We have failed to recognise the contributions of First Nations women and girls

by Ms June Oscar AO, Aboriginal and Torres Strait Islander Social Justice Commissioner | 10 December 2020
Our voices heard and understood. Our lives and expertise recognised. Our actions counted and invested in as critical to the health and wellbeing of society. These are the powerful and determined calls of Aboriginal and Torres Strait Islander women and girls in Australia today.

They are set-out and responded to in the Wiyi Yani U Thangani (Women’s Voices): Securing our Rights, Securing our Future 2020 Report. This report and its First Nations female-led plan for structural change is ambitious in scope, and entirely necessary and well overdue. It is the culmination of a national engagement project, the first of its kind since the Women’s Business Report in 1986. 

As the first woman to become the Aboriginal and Torres Strait Islander Social Justice Commissioner, I knew it was time for our women and girls to define their lives on their own terms.  

  The candid and fearless conversations of our women and girls, speaking out from hundreds of ancestral countries, have shaped Wiyi Yani U Thangani—an expansive whole-of-life report. This Wednesday, the Wiyi Yani U Thangani report was tabled in Federal Parliament, and our women and girls' voices were elevated to Australia’s corridors of power. 

 
The report presents fundamental truths so long undervalued and overlooked: that our women are the backbone of our societies and have been for millennia. In every part of life, our women and girls are there. They are, and always have been, integral to the making of history and the future we all want and deserve. 

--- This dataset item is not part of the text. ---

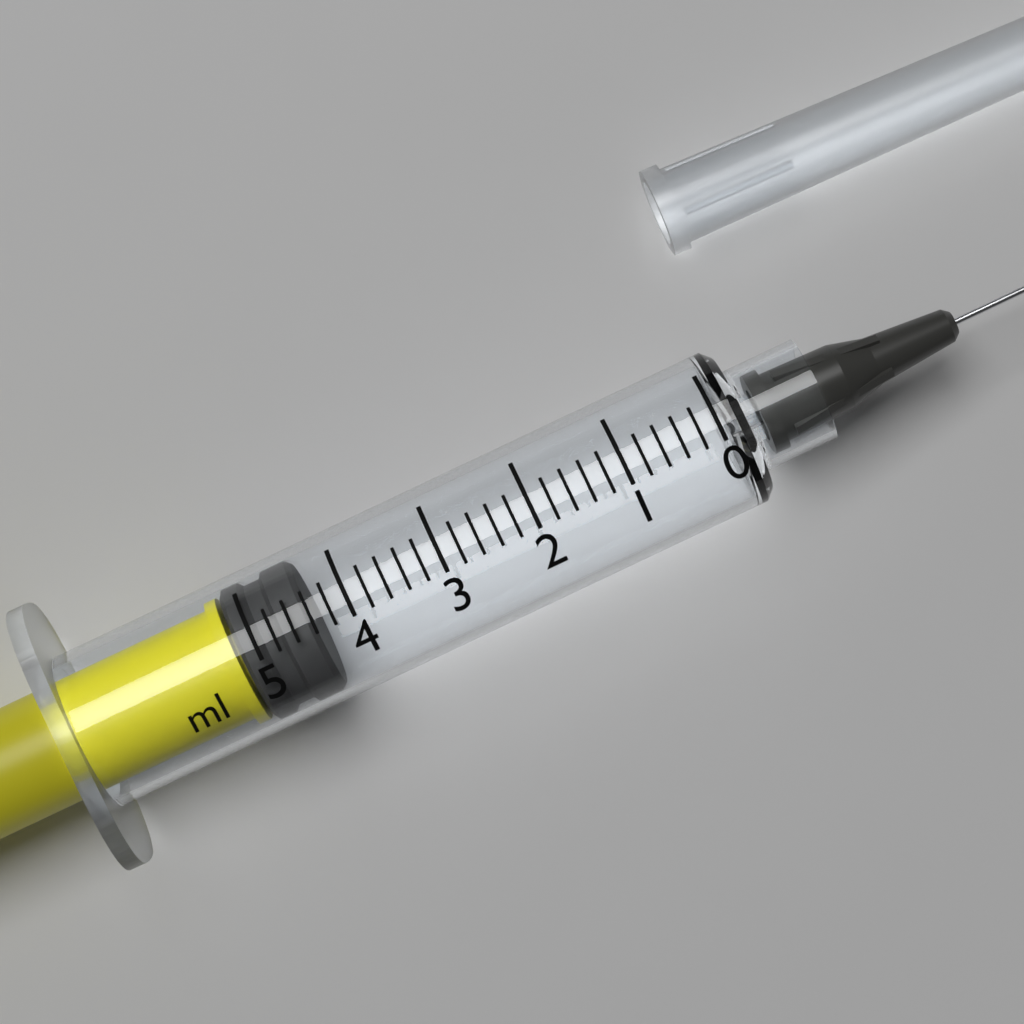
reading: 4.4 ml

On hot nights I camped out under the stars with our senior Law women who have lived through a history of appalling discrimination—of stolen wages and being locked out of their Country. Still, they sing their songlines with strength and love. I watched them speaking to our children in language, telling them our creation stories.  

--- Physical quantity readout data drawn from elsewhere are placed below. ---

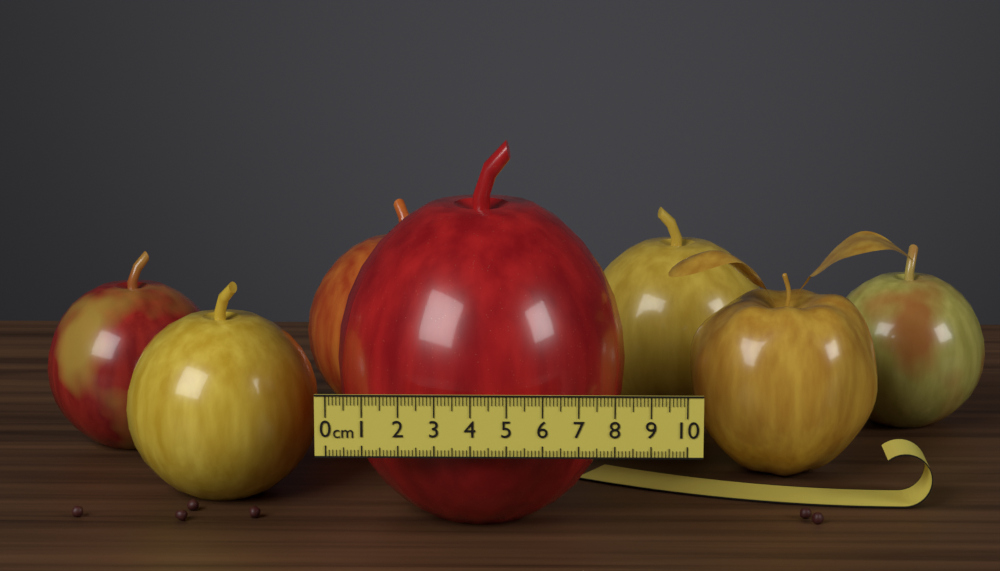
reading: 8.4 cm
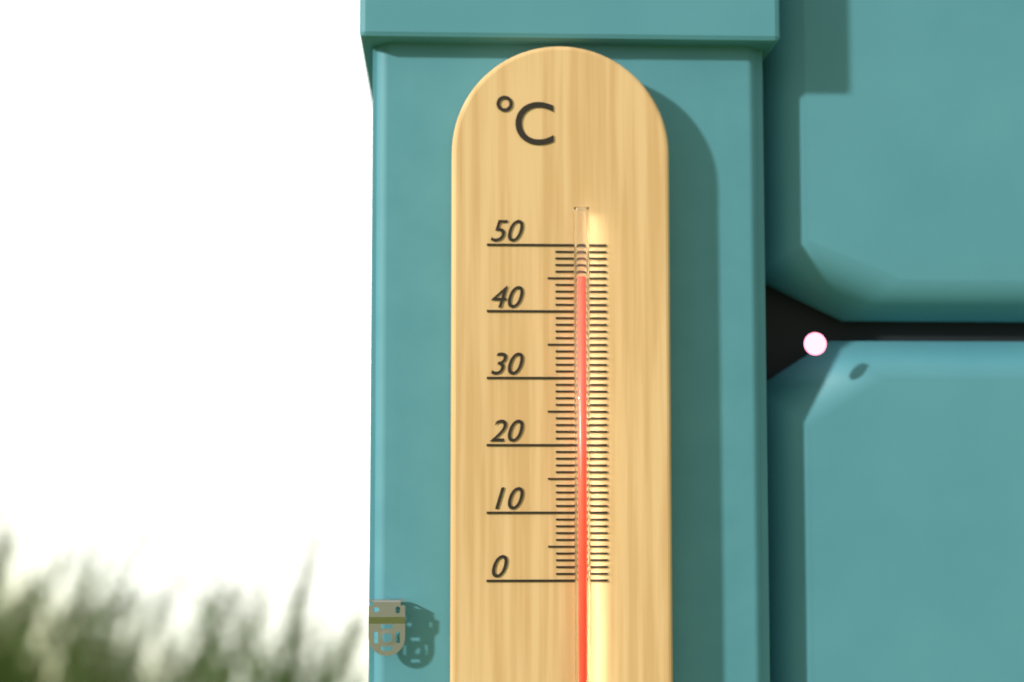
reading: 45 °C
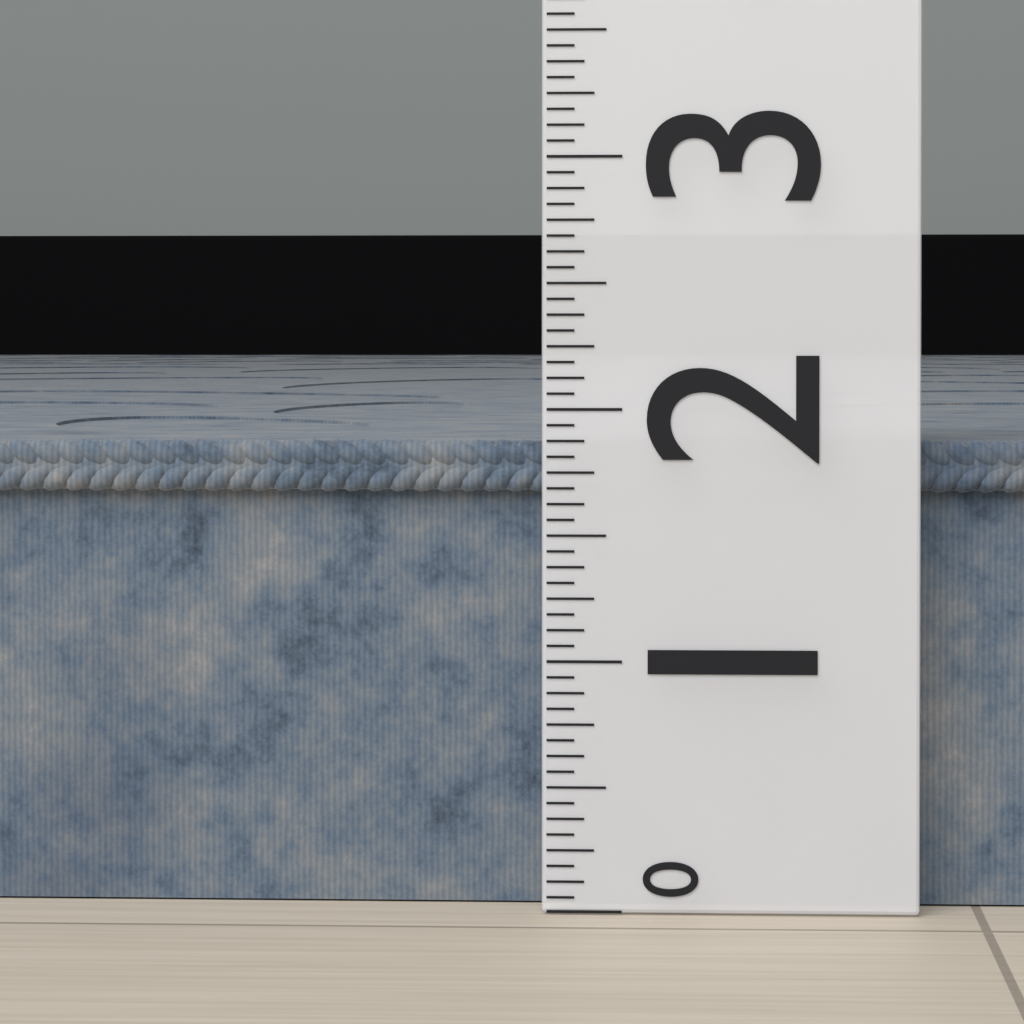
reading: 1.8750 (no unit)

I’ve been with women who drive young people to activities and give food to those sleeping rough. They do this after long days in jobs where they are frequently overworked and underpaid. When home, they open their doors to give counsel to family or community members in need.  

I have sat in classrooms with girls who are so proud of their identity. Despite hearing racism from teachers and students, they fought to embed First Nations histories and knowledges in their lessons. Girls have said to me with so much conviction that Australia should celebrate First Nations heritage and culture, not just at NAIDOC, but every day of the year.   

Stories like these are on every page of Wiyi Yani U Thangani.    

Against this full picture of vibrancy and triumph, Wiyi Yani U Thangani shows how imposed Western systems continuously fail to recognise the vital worth and contributions of our women and girls.   

I have been told how these unresponsive systems entrench inequality and discrimination forming the structural conditions of powerlessness and poverty, making our women and girls increasingly vulnerable to harms. I have heard from women living in houses with two rooms and 20 people, who have nowhere to go and are trapped in violent relationships. Women living below the poverty line, have told me of their struggles to find work and put food on the table for their children, and without support turn to alcohol as self-medication.  

These stories are not uncommon. At every turn women face structural barriers and a system so absent of adequate and accessible supports. They are exhausted. 

The global shock-waves of this year—the pandemic, bush fires, increasing political polarisation and Black Lives Matter—remind us of just how important systems are in forming safe, healthy and sustainable economic, social and ecological existences. 

The Wiyi Yani U Thangani report, in responding to First Nations women and girls, captures this visionary call to action. It puts forward seven overarching recommendations that both tackle the root causes of systemic issues and highlight the alternatives needed to reconstruct enabling systems.  

At the national level, we need action to eradicate racism, to embed truth-telling, cultural safety and trauma-informed training across all services and sectors, and—as a matter of urgency—to increase investment into community-based programs that will help us to heal from intergenerational trauma and sustain and revive our knowledge systems, Law and languages. 

In truly overcoming inequalities and to rectify powerlessness, the path ahead must empower our women and girls and invest in their expertise and the critical work they are already doing. That is why—as a priority—Wiyi Yani U Thangani recommends establishing a First Nations women and girls National Action Plan, a women and girls advisory body to design and monitor the implementation of the National Action Plan, and targets for our women and girls to lead across all levels and sectors. 

Our women and girls are ready to enact this plan. Throughout the engagements I heard the determination of our senior women to transfer our knowledges for generations to come, I saw in our women their power to keep going no matter what and to lay strong foundations for our young ones, and I was struck by our girls’ incredible potential to lead.  

The Wiyi Yani U Thangani report puts in the hands of all Australians the lives and truths of our women and girls. Read and listen to them. In responding we will unleash their determination, power and potential to improve their lives and that of all Australians.